About This Film
Film Overview
A disease that afflicts many thousands. A disease that some say does not even exist. Chronic Fatigue Syndrome (CFS) gained public attention in the 1980s with widely publicized outbreaks of a mysterious “Chinese flu” in Lake Tahoe and in upstate New York. But physicians from the Centers for Disease Control came up with inconclusive results, and, when easy answers failed, they diagnosed hypochondria, nothing more. Over the next few years “yuppie flue” became a derisive term for the shadowy malady, which has struck down everyone from high schoolers to Hollywood director Blake Edwards, from Olympics soccer athlete Michelle Akers to . . . filmmaker Kim A. Snyder.
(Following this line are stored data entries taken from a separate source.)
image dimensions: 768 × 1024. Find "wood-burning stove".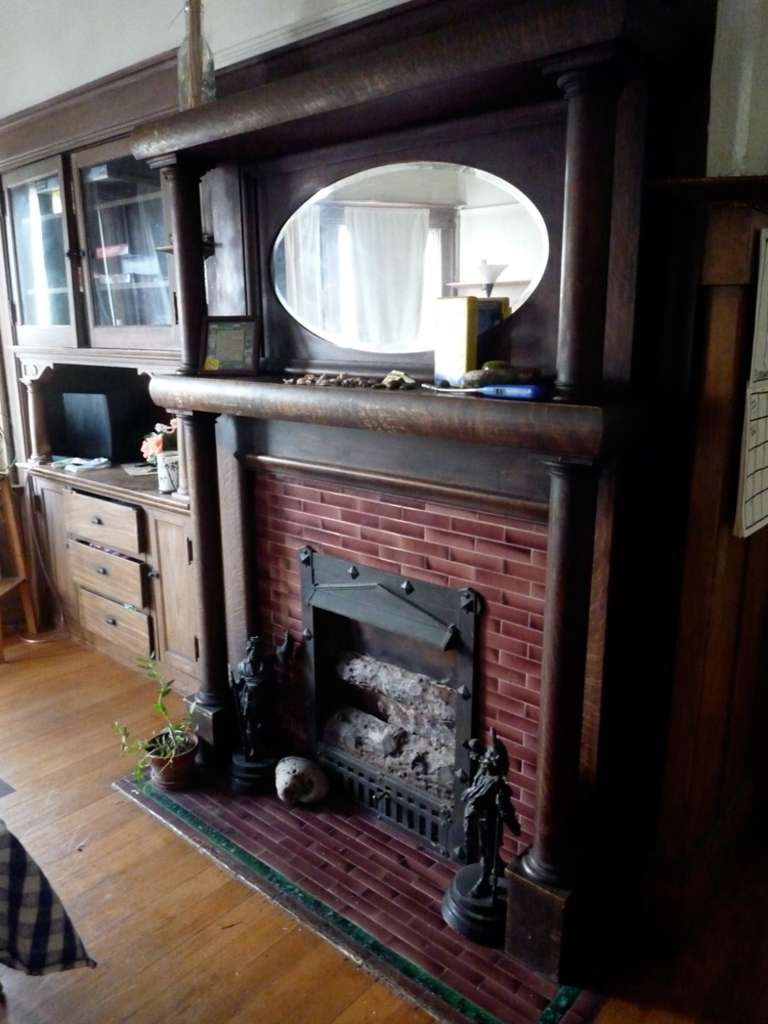
l=297, t=549, r=494, b=865.
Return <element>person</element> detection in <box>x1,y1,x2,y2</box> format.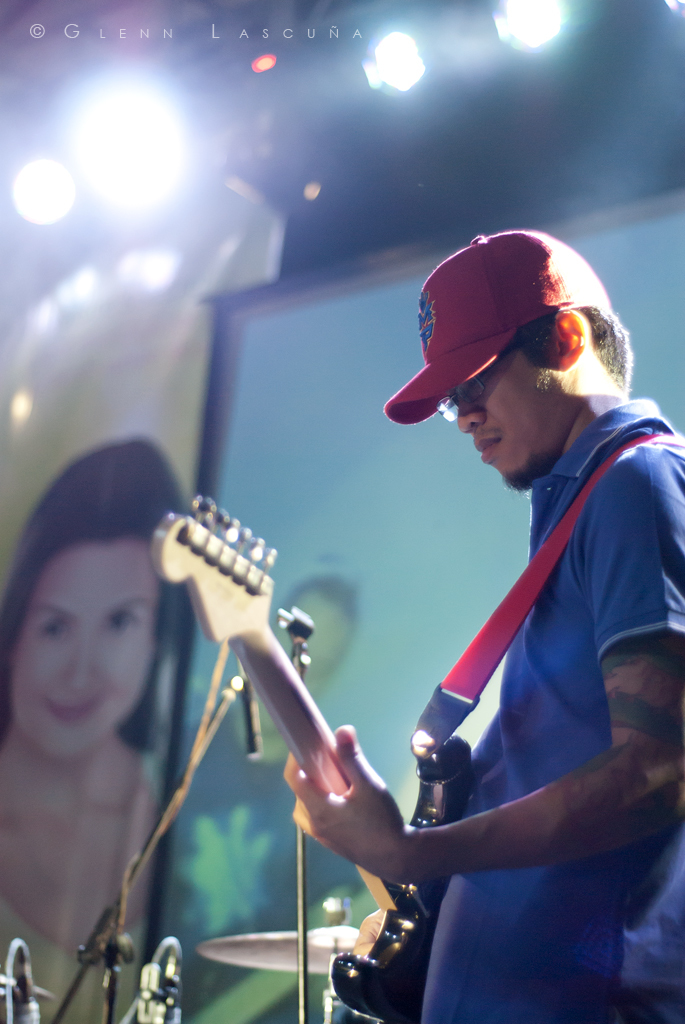
<box>0,440,166,1023</box>.
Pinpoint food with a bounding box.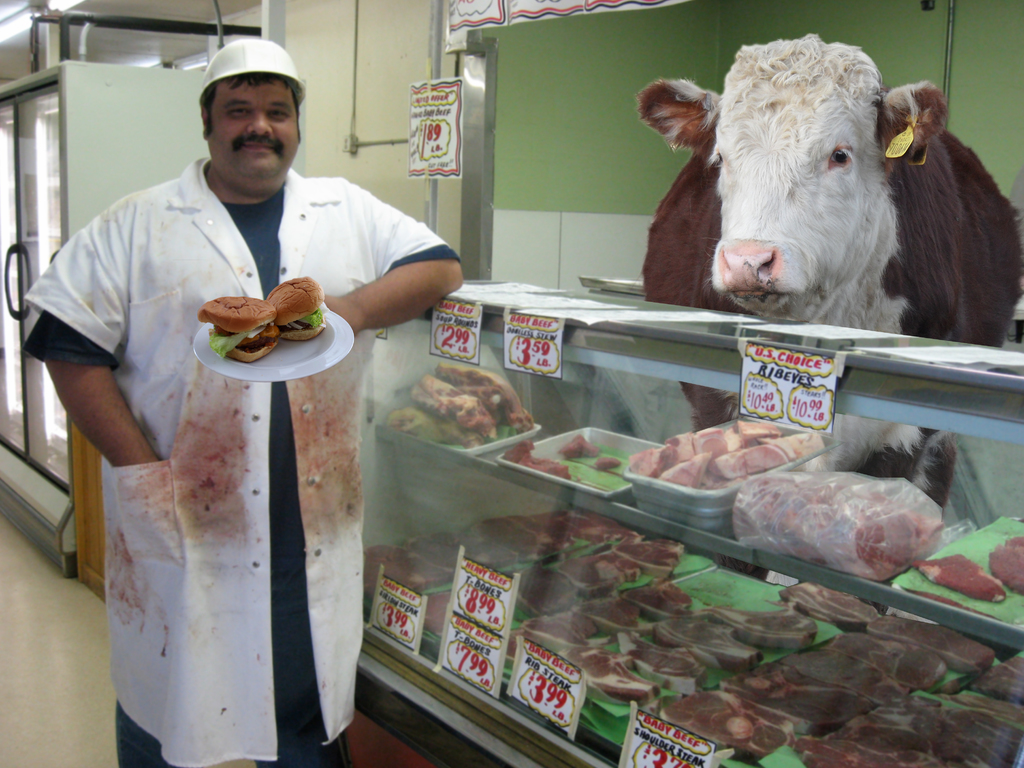
left=502, top=444, right=570, bottom=479.
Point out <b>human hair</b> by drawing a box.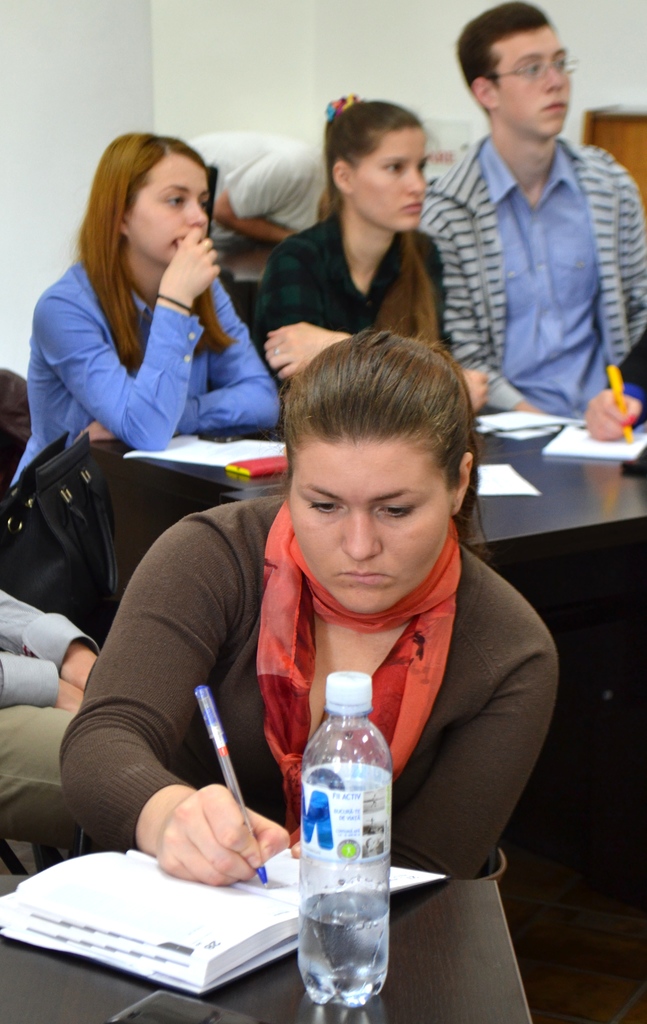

At the age of 33, while assisting on the production of the Jodie Foster feature “Home for the Holidays,” she contracted flulike symptoms and has not been the same since. Nine months of paralysis, seizures, “the feeling that somebody had plugged my body into a light socket . . . that on a cellular level I was just rotting from the inside out,” led her to investigate CFS personally. She charts an apathetic medical establishment willing to turn its back and CFS sufferers who have found their only cure in suicide. Mass-hysteria? Or a plague that has been purposefully overlooked? After I REMEMBER ME, you will not be so quick to judge.